▶ What to work on: Produce a word-for-word copy of the data that follows, excluding images.

▶ Task material:
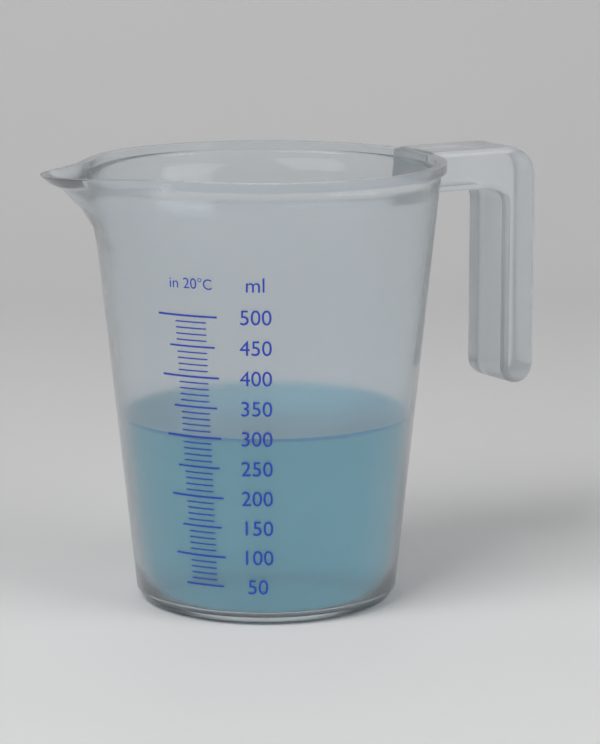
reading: 300 ml
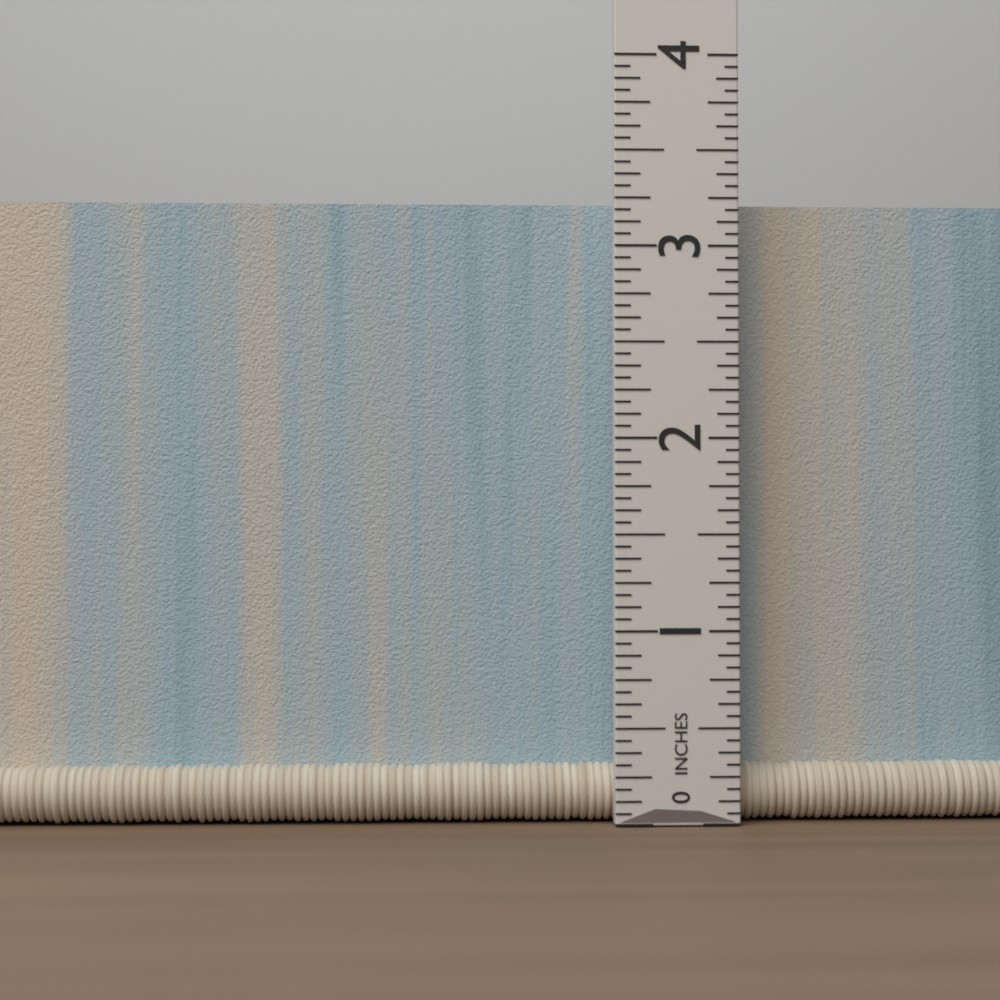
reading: 3.2500 in
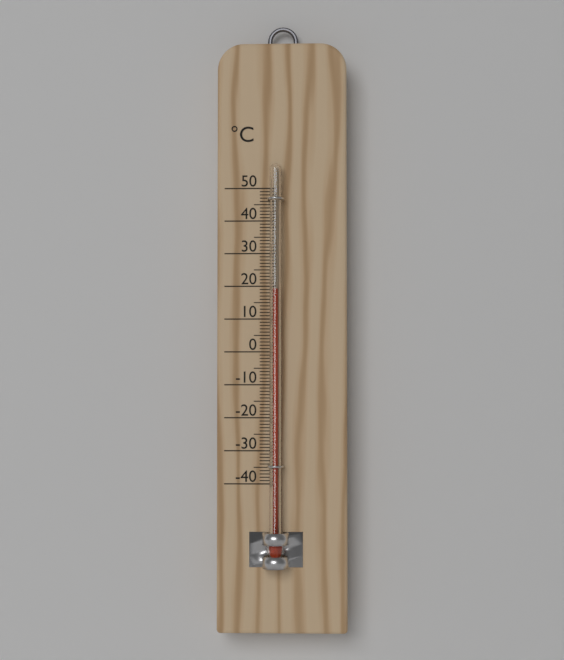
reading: 19 °C
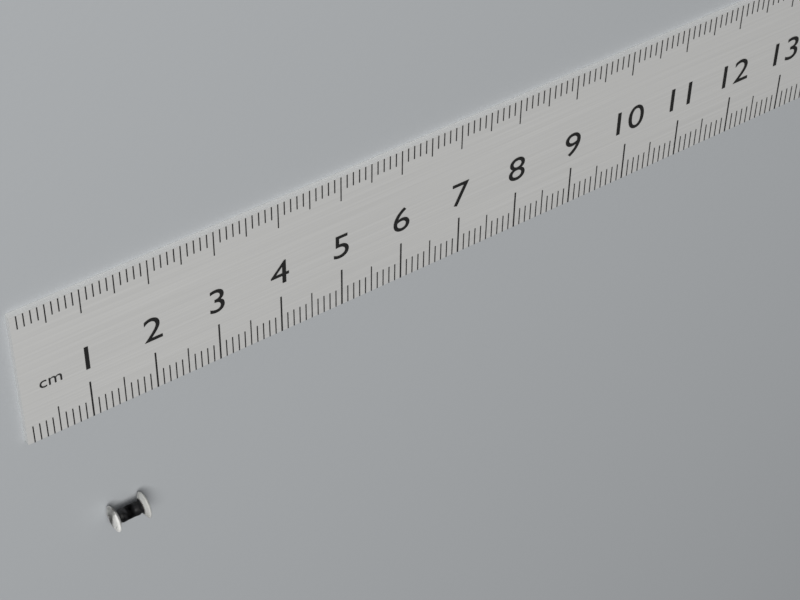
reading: 1.6 cm
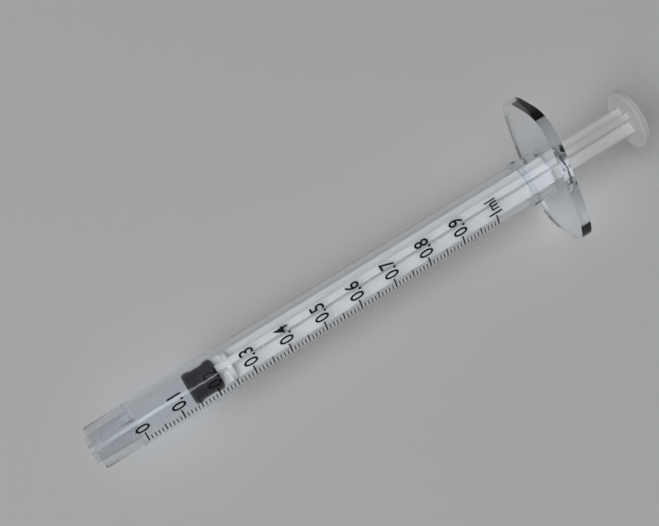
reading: 0.14 ml
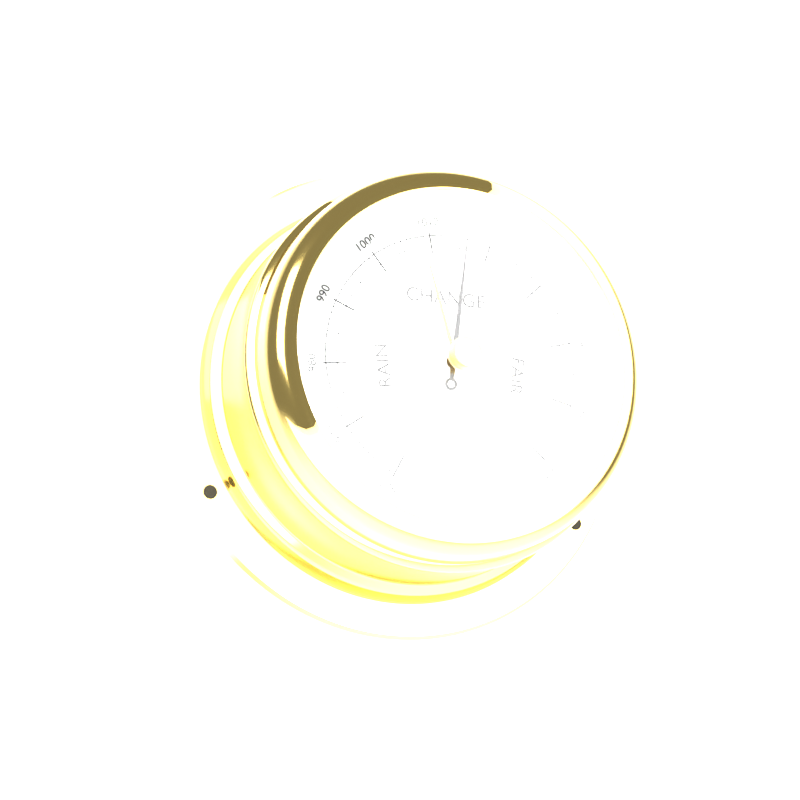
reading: 1016 mbar
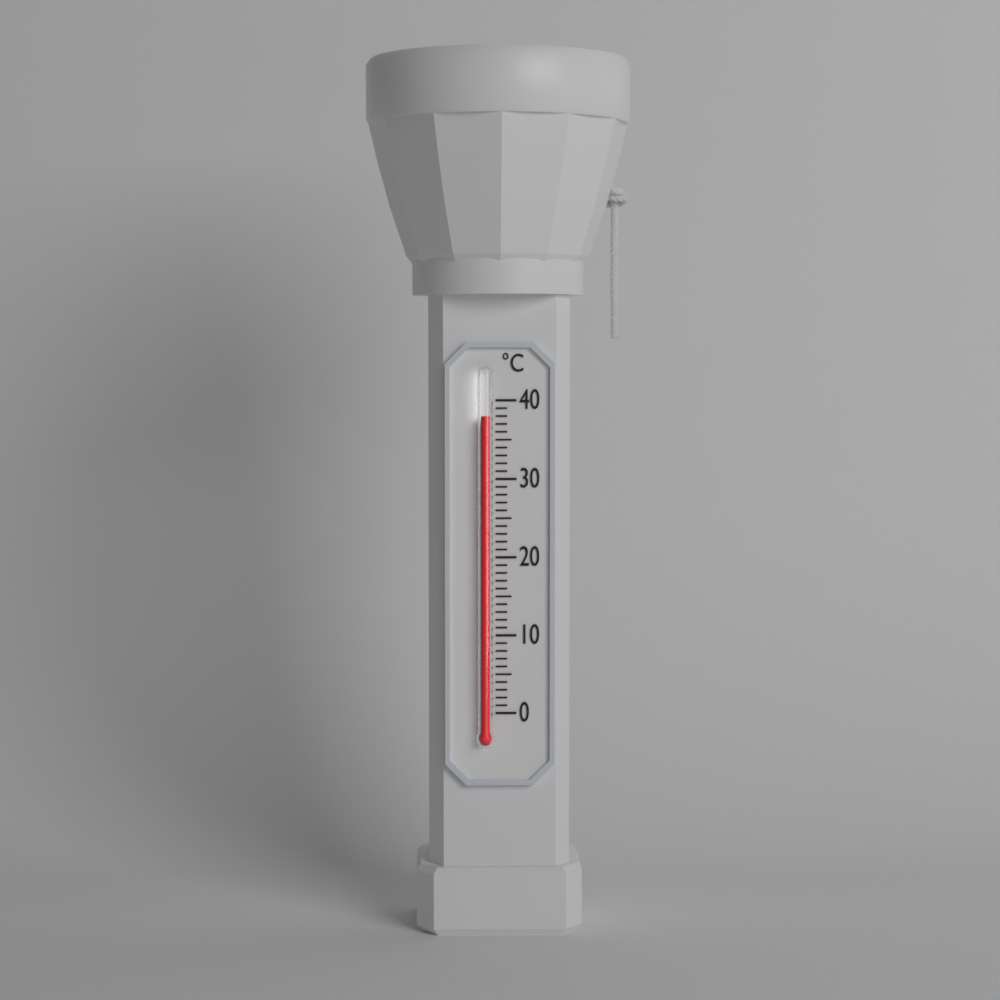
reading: 38 °C
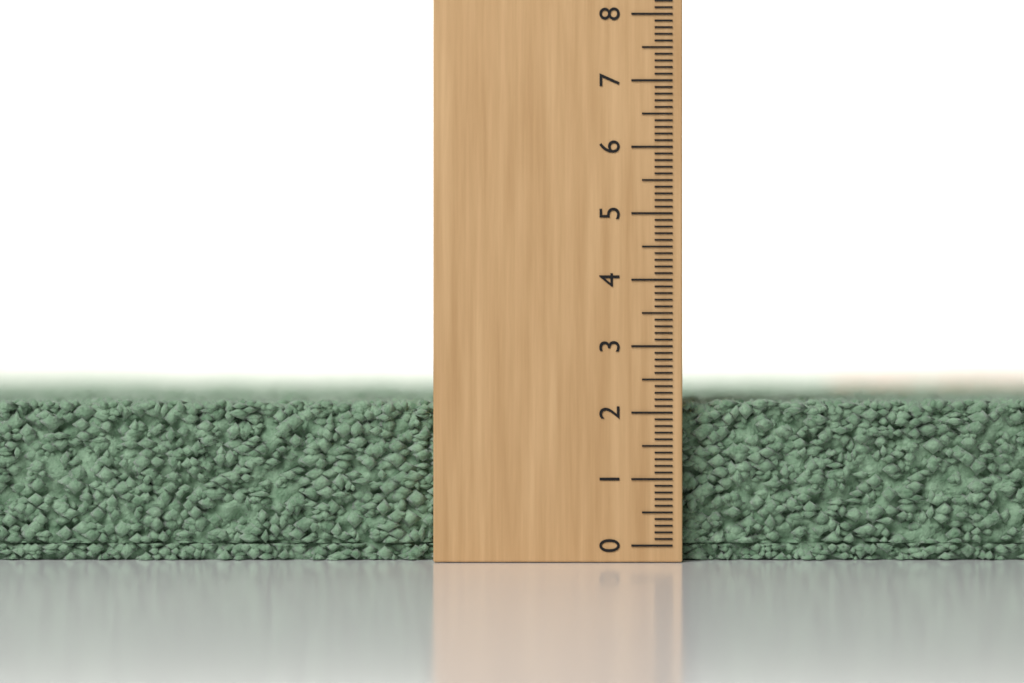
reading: 2.2 (no unit)
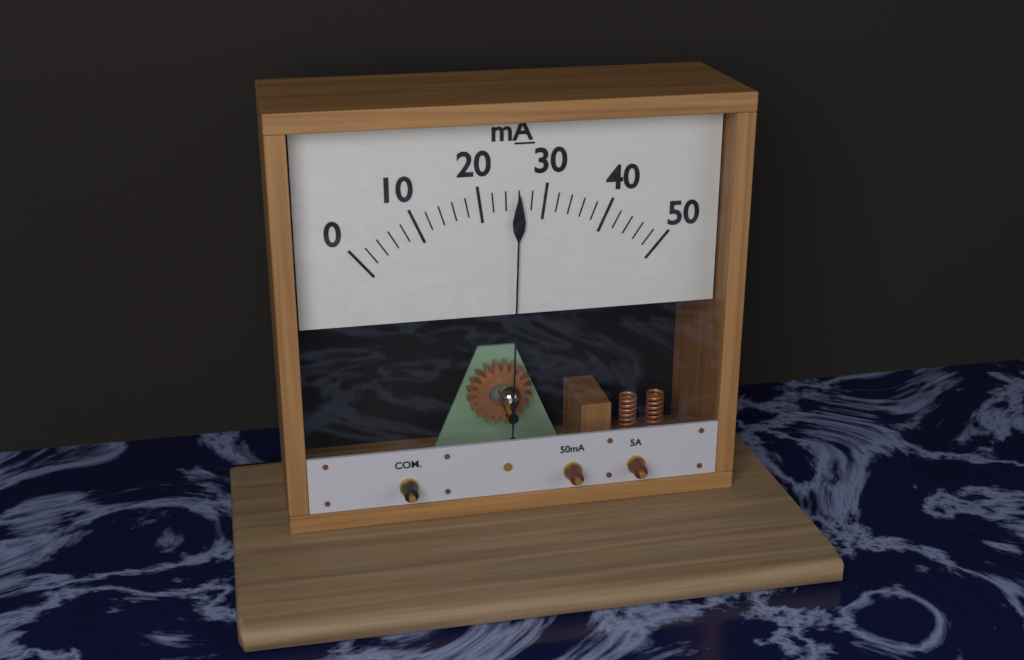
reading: 26 mA
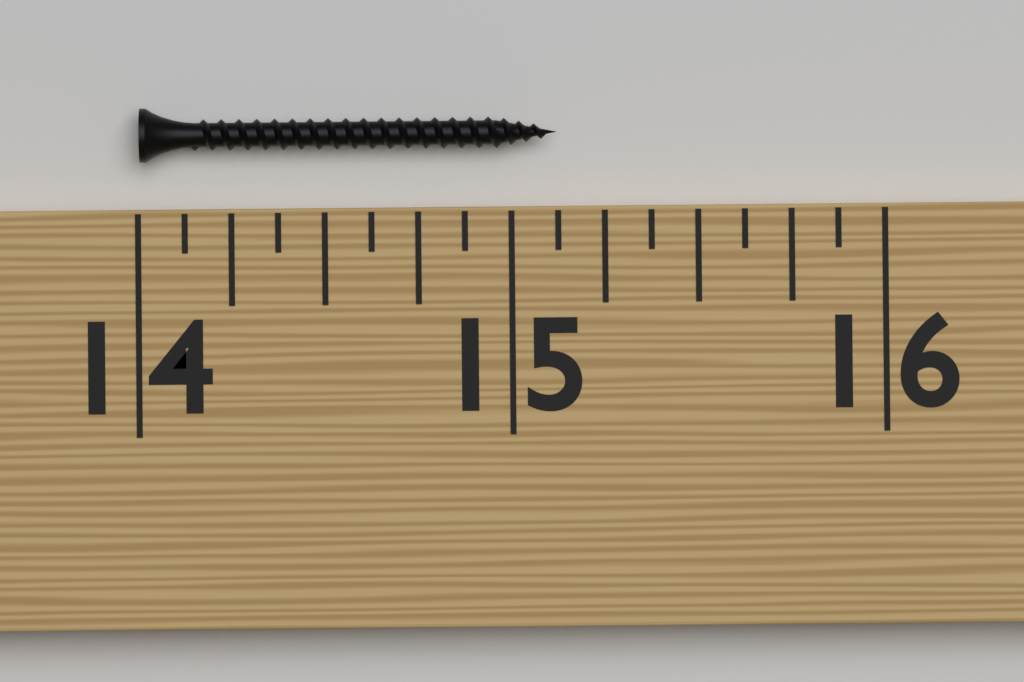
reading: 15.125 (no unit)
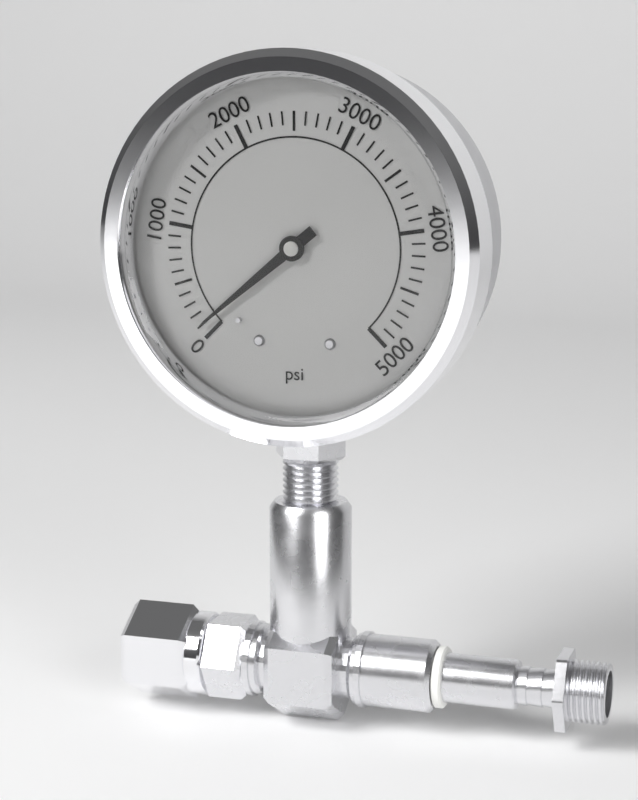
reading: 100 psi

▶ Response area:
reading: 300 ml
reading: 3.2500 in
reading: 19 °C
reading: 1.6 cm
reading: 0.14 ml
reading: 1016 mbar
reading: 38 °C
reading: 2.2 (no unit)
reading: 26 mA
reading: 15.125 (no unit)
reading: 100 psi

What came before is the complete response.